The Karnataka state government has finally dropped the Rs 1800-crore steel flyover infrastructure project in Bengaluru after 33 months of legal war.
The state government informed the Karnataka High Court its decision to drop the controversial 6.7 km flyover project. The decision came after several protests and complaints against the flyover project by the residents of Bengaluru. Public interest litigation (PIL) was filed against the flyover proposal by Namma Bengaluru Foundation (NBF), claiming that the project was sanctioned without proper clearance.
The NBF had approached the Karnataka HC after the Bengaluru Development Authority (BDA) allegedly denied several of their RTI applications over the steel flyover. The government had bypassed the Bengaluru Metropolitan Planning Committee (BMPC) in sanctioning the project that was proposed by Bangalore Vision Group.
The 6-lane steel flyover was supposed to connect the Hebbal flyover and Basaveshwara Circle as to prevent the traffic congestion at these routes, especially to the airport road. But this proposal was seen as a threat to the city's green belt as the project would destroy nearly 900 trees in the city by eradicating its lung space. The project was expelled by the Congress government in 2017 due to the protests but was reintroduced again in January 2019 after Deputy CM G Parameshwara.
The cabinet had cleared the project on 28 September 2016. The former chief minister Siddaramaiah and then Minister of Bengaluru Development and Town Planning, K J George had defended the steel flyover, saying it was a solution for Bengaluru traffic problems.
Many protests were held against the project including a human chain in 2016 and several studies on how the project will destroy whatever little is left of the garden city due to which SIddaramaiah-led-Congress government had to drop the project in 2017.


_Exercise description_
Give back the entries exactly as they read, leaving each image out.

_Source data_
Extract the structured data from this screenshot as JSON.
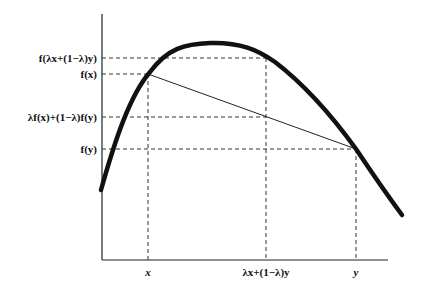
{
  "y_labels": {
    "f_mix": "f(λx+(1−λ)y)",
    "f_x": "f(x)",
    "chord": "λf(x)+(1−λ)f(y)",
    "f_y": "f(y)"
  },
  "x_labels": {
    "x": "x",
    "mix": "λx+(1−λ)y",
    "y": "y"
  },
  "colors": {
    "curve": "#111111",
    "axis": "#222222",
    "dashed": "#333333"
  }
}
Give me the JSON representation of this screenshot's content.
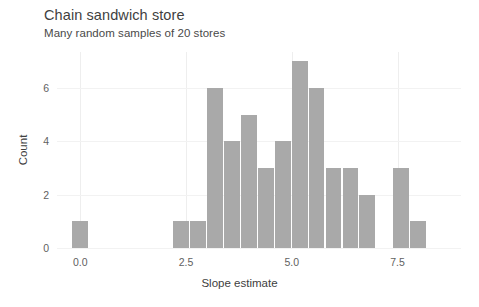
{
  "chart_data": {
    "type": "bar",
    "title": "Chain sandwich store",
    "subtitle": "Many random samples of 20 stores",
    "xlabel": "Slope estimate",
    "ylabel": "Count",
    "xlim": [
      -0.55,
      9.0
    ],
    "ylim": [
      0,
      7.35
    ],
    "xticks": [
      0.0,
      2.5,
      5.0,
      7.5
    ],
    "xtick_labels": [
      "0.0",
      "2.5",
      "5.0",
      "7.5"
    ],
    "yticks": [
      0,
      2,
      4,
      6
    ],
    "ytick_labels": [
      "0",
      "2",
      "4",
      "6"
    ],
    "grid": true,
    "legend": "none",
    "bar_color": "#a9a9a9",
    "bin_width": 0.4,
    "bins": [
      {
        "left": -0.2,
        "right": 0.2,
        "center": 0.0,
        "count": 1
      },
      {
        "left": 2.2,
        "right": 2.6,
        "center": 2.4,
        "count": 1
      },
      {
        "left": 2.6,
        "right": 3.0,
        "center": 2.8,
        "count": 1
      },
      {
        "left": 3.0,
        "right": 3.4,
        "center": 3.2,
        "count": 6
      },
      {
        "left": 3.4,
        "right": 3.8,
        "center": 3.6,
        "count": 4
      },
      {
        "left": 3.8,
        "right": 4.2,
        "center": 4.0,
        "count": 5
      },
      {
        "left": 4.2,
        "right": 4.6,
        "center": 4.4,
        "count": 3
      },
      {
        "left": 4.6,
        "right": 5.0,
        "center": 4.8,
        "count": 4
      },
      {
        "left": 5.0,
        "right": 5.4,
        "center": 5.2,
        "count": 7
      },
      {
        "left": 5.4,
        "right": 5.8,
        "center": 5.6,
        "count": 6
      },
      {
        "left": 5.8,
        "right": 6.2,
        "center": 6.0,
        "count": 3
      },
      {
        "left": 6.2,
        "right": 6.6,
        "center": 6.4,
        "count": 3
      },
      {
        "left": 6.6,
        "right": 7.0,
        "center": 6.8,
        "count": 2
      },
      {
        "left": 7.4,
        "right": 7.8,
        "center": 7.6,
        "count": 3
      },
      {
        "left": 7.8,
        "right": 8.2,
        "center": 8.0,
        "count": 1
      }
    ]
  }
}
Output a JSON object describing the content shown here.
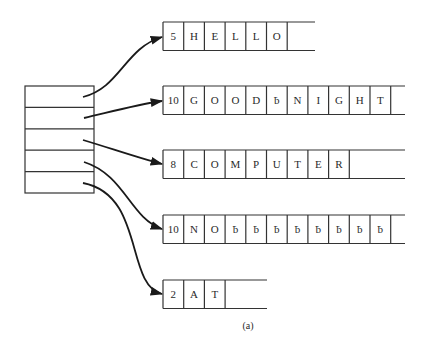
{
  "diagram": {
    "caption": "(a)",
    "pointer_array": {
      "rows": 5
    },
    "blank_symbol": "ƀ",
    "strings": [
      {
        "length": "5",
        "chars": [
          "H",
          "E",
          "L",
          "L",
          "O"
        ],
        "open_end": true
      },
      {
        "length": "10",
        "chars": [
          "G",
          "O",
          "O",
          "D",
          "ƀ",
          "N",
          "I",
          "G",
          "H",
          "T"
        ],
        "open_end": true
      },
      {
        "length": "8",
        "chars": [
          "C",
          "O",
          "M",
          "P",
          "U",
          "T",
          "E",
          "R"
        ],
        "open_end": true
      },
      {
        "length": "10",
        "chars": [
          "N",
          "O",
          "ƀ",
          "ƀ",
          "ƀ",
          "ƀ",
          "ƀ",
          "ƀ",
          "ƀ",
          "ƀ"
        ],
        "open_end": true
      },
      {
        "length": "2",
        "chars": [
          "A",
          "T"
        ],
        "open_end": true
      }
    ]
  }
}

_Response to the task_
Extract the structured data from this screenshot as JSON.
{
  "y_labels": {
    "f_mix": "f(λx+(1−λ)y)",
    "f_x": "f(x)",
    "chord": "λf(x)+(1−λ)f(y)",
    "f_y": "f(y)"
  },
  "x_labels": {
    "x": "x",
    "mix": "λx+(1−λ)y",
    "y": "y"
  },
  "colors": {
    "curve": "#111111",
    "axis": "#222222",
    "dashed": "#333333"
  }
}
Give me the JSON representation of this screenshot's content.
{
  "chart_data": {
    "type": "bar",
    "title": "Chain sandwich store",
    "subtitle": "Many random samples of 20 stores",
    "xlabel": "Slope estimate",
    "ylabel": "Count",
    "xlim": [
      -0.55,
      9.0
    ],
    "ylim": [
      0,
      7.35
    ],
    "xticks": [
      0.0,
      2.5,
      5.0,
      7.5
    ],
    "xtick_labels": [
      "0.0",
      "2.5",
      "5.0",
      "7.5"
    ],
    "yticks": [
      0,
      2,
      4,
      6
    ],
    "ytick_labels": [
      "0",
      "2",
      "4",
      "6"
    ],
    "grid": true,
    "legend": "none",
    "bar_color": "#a9a9a9",
    "bin_width": 0.4,
    "bins": [
      {
        "left": -0.2,
        "right": 0.2,
        "center": 0.0,
        "count": 1
      },
      {
        "left": 2.2,
        "right": 2.6,
        "center": 2.4,
        "count": 1
      },
      {
        "left": 2.6,
        "right": 3.0,
        "center": 2.8,
        "count": 1
      },
      {
        "left": 3.0,
        "right": 3.4,
        "center": 3.2,
        "count": 6
      },
      {
        "left": 3.4,
        "right": 3.8,
        "center": 3.6,
        "count": 4
      },
      {
        "left": 3.8,
        "right": 4.2,
        "center": 4.0,
        "count": 5
      },
      {
        "left": 4.2,
        "right": 4.6,
        "center": 4.4,
        "count": 3
      },
      {
        "left": 4.6,
        "right": 5.0,
        "center": 4.8,
        "count": 4
      },
      {
        "left": 5.0,
        "right": 5.4,
        "center": 5.2,
        "count": 7
      },
      {
        "left": 5.4,
        "right": 5.8,
        "center": 5.6,
        "count": 6
      },
      {
        "left": 5.8,
        "right": 6.2,
        "center": 6.0,
        "count": 3
      },
      {
        "left": 6.2,
        "right": 6.6,
        "center": 6.4,
        "count": 3
      },
      {
        "left": 6.6,
        "right": 7.0,
        "center": 6.8,
        "count": 2
      },
      {
        "left": 7.4,
        "right": 7.8,
        "center": 7.6,
        "count": 3
      },
      {
        "left": 7.8,
        "right": 8.2,
        "center": 8.0,
        "count": 1
      }
    ]
  }
}
Output a JSON object describing the content shown here.
{
  "diagram": {
    "caption": "(a)",
    "pointer_array": {
      "rows": 5
    },
    "blank_symbol": "ƀ",
    "strings": [
      {
        "length": "5",
        "chars": [
          "H",
          "E",
          "L",
          "L",
          "O"
        ],
        "open_end": true
      },
      {
        "length": "10",
        "chars": [
          "G",
          "O",
          "O",
          "D",
          "ƀ",
          "N",
          "I",
          "G",
          "H",
          "T"
        ],
        "open_end": true
      },
      {
        "length": "8",
        "chars": [
          "C",
          "O",
          "M",
          "P",
          "U",
          "T",
          "E",
          "R"
        ],
        "open_end": true
      },
      {
        "length": "10",
        "chars": [
          "N",
          "O",
          "ƀ",
          "ƀ",
          "ƀ",
          "ƀ",
          "ƀ",
          "ƀ",
          "ƀ",
          "ƀ"
        ],
        "open_end": true
      },
      {
        "length": "2",
        "chars": [
          "A",
          "T"
        ],
        "open_end": true
      }
    ]
  }
}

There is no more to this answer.